- The iPhone 17e launched in March at $599 with the A19 chip, MagSafe, and 256GB of base storage.
- Mashable’s Stan Schroeder scored it 4/5 after living with the phone, calling MagSafe and the storage bump the biggest wins.
- The 6.1-inch OLED display still maxes out at 60Hz — a noticeable downgrade for anyone coming from a 120Hz phone.
- The 48MP single camera is the same hardware as the iPhone 16e and remains far behind the iPhone 17 in low-light shots.
MagSafe, A19, and 256GB Base Storage Make the iPhone 17e a Real Upgrade
The iPhone 17e is the first “e” model to feel like a proper iPhone rather than a stripped-down compromise. After six months living with the iPhone 16e, Mashable’s Stan Schroeder wrote that the new model fixes nearly every annoyance — most importantly the addition of MagSafe support, which finally lets owners snap on a wallet, mount, or magnetic charger without ditching their case. The starting storage doubles from 128GB to 256GB while the price stays at $599, an unusual move for Apple in a year when AI-driven memory shortages have pushed component costs up across the industry.
Inside, the phone runs Apple’s A19 chip and the new C1X modem, both of which are powerful enough to keep the device relevant for four or five years. The A19 in the 17e has one fewer GPU core than the iPhone 17, so gaming performance lags slightly, but for everyday use the gap is invisible. The dimensions, weight, and notch are unchanged from the 16e — the only cosmetic difference is a new Soft Pink color. As Apple priced the 17e to lure Android switchers, the value math holds: nothing else from Apple gets you the latest chip plus 256GB at $599.
The Camera and 60Hz Display Are Still the Reasons to Spend More
The bad news is the part of the iPhone 17e that has not changed. The single 48MP rear camera carries the same specs as the 16e — no telephoto, no ultra-wide, just one sensor doing all the work. Apple says the A19’s image pipeline unlocks better shots, and Schroeder confirms low-light photos are marginally improved. But marginal is the word. “Sometimes you’ll just get a smudgy, blurry shot, or the tones will be overly yellow,” he wrote in the Mashable review, comparing identical evening shots taken with the 17e and the iPhone 17 Pro Max.
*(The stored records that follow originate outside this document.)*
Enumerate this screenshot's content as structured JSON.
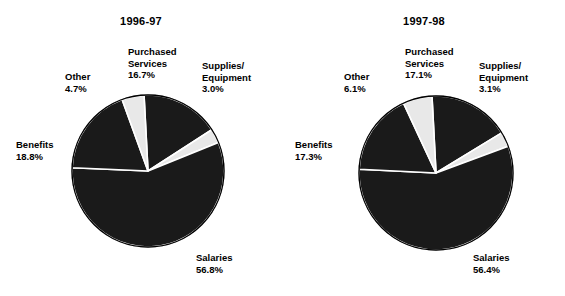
{
  "figure": {
    "background_color": "#ffffff",
    "text_color": "#000000"
  },
  "chart_data": [
    {
      "type": "pie",
      "title": "1996-97",
      "categories": [
        "Purchased Services",
        "Supplies/ Equipment",
        "Salaries",
        "Benefits",
        "Other"
      ],
      "values": [
        16.7,
        3.0,
        56.8,
        18.8,
        4.7
      ],
      "value_labels": [
        "16.7%",
        "3.0%",
        "56.8%",
        "18.8%",
        "4.7%"
      ],
      "colors": [
        "#1a1a1a",
        "#e8e8e8",
        "#1a1a1a",
        "#1a1a1a",
        "#e8e8e8"
      ],
      "start_angle_deg": -3,
      "direction": "clockwise",
      "legend": "none",
      "labels": [
        {
          "name": "Purchased Services",
          "lines": [
            "Purchased",
            "Services"
          ],
          "pct": "16.7%",
          "x": 128,
          "y": 46,
          "align": "left"
        },
        {
          "name": "Supplies/ Equipment",
          "lines": [
            "Supplies/",
            "Equipment"
          ],
          "pct": "3.0%",
          "x": 202,
          "y": 60,
          "align": "left"
        },
        {
          "name": "Other",
          "lines": [
            "Other"
          ],
          "pct": "4.7%",
          "x": 65,
          "y": 71,
          "align": "left"
        },
        {
          "name": "Benefits",
          "lines": [
            "Benefits"
          ],
          "pct": "18.8%",
          "x": 16,
          "y": 139,
          "align": "left"
        },
        {
          "name": "Salaries",
          "lines": [
            "Salaries"
          ],
          "pct": "56.8%",
          "x": 196,
          "y": 252,
          "align": "left"
        }
      ],
      "geometry": {
        "cx": 148,
        "cy": 171,
        "r": 76
      }
    },
    {
      "type": "pie",
      "title": "1997-98",
      "categories": [
        "Purchased Services",
        "Supplies/ Equipment",
        "Salaries",
        "Benefits",
        "Other"
      ],
      "values": [
        17.1,
        3.1,
        56.4,
        17.3,
        6.1
      ],
      "value_labels": [
        "17.1%",
        "3.1%",
        "56.4%",
        "17.3%",
        "6.1%"
      ],
      "colors": [
        "#1a1a1a",
        "#e8e8e8",
        "#1a1a1a",
        "#1a1a1a",
        "#e8e8e8"
      ],
      "start_angle_deg": -3,
      "direction": "clockwise",
      "legend": "none",
      "labels": [
        {
          "name": "Purchased Services",
          "lines": [
            "Purchased",
            "Services"
          ],
          "pct": "17.1%",
          "x": 122,
          "y": 46,
          "align": "left"
        },
        {
          "name": "Supplies/ Equipment",
          "lines": [
            "Supplies/",
            "Equipment"
          ],
          "pct": "3.1%",
          "x": 196,
          "y": 60,
          "align": "left"
        },
        {
          "name": "Other",
          "lines": [
            "Other"
          ],
          "pct": "6.1%",
          "x": 61,
          "y": 71,
          "align": "left"
        },
        {
          "name": "Benefits",
          "lines": [
            "Benefits"
          ],
          "pct": "17.3%",
          "x": 12,
          "y": 139,
          "align": "left"
        },
        {
          "name": "Salaries",
          "lines": [
            "Salaries"
          ],
          "pct": "56.4%",
          "x": 190,
          "y": 252,
          "align": "left"
        }
      ],
      "geometry": {
        "cx": 153,
        "cy": 173,
        "r": 77
      }
    }
  ]
}
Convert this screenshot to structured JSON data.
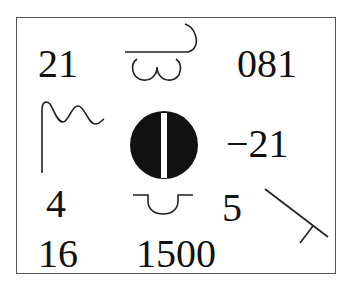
{
  "figure": {
    "numbers": [
      {
        "id": "top-left",
        "text": "21"
      },
      {
        "id": "top-right",
        "text": "081"
      },
      {
        "id": "middle-right",
        "text": "−21"
      },
      {
        "id": "lower-left",
        "text": "4"
      },
      {
        "id": "lower-right",
        "text": "5"
      },
      {
        "id": "bottom-left",
        "text": "16"
      },
      {
        "id": "bottom-center",
        "text": "1500"
      }
    ],
    "symbols": [
      {
        "id": "top-center",
        "name": "line-with-loops-symbol"
      },
      {
        "id": "middle-left",
        "name": "wave-flag-symbol"
      },
      {
        "id": "center",
        "name": "slotted-circle-symbol"
      },
      {
        "id": "lower-center",
        "name": "cup-on-line-symbol"
      },
      {
        "id": "lower-right-corner",
        "name": "diagonal-t-symbol"
      }
    ],
    "colors": {
      "ink": "#111111",
      "frame": "#555555",
      "background": "#ffffff"
    }
  }
}
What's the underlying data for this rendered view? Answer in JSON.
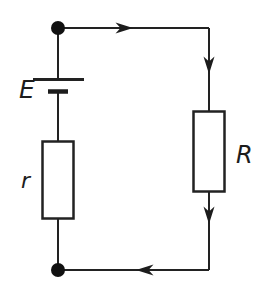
{
  "diagram": {
    "type": "circuit-diagram",
    "labels": {
      "emf": "E",
      "internal_resistance": "r",
      "external_resistance": "R"
    },
    "components": [
      {
        "name": "battery-emf-source",
        "label": "E",
        "symbol": "long-and-short-plate-pair",
        "position": "left-branch-upper"
      },
      {
        "name": "internal-resistor",
        "label": "r",
        "symbol": "rectangle",
        "position": "left-branch-lower"
      },
      {
        "name": "external-resistor",
        "label": "R",
        "symbol": "rectangle",
        "position": "right-branch"
      },
      {
        "name": "junction-top",
        "symbol": "filled-dot",
        "position": "top-left-corner"
      },
      {
        "name": "junction-bottom",
        "symbol": "filled-dot",
        "position": "bottom-left-corner"
      }
    ],
    "current_direction": "clockwise",
    "current_arrows": [
      "rightward on top wire",
      "downward on right wire above R",
      "downward on right wire below R",
      "leftward on bottom wire"
    ],
    "colors": {
      "line": "#222222",
      "background": "#ffffff"
    }
  }
}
The display is the second compromise. The 6.1-inch OLED panel still maxes out at 60Hz, which feels jarring after using any 120Hz phone — including the regular iPhone 17. Apple’s spec sheet listing the 17e, 17, and 17 Pro all as “48MP Fusion Main” cameras is misleading: the sensors and processing are not the same. For buyers who shoot photos in bars, restaurants, or anywhere indoors after sunset, the extra $200 for the iPhone 17 is the obvious call. For everyone else — students, parents replacing a broken phone, anyone who wants the cheapest new iPhone with MagSafe and modern AI — the 17e remains the best budget iPhone Apple has ever shipped.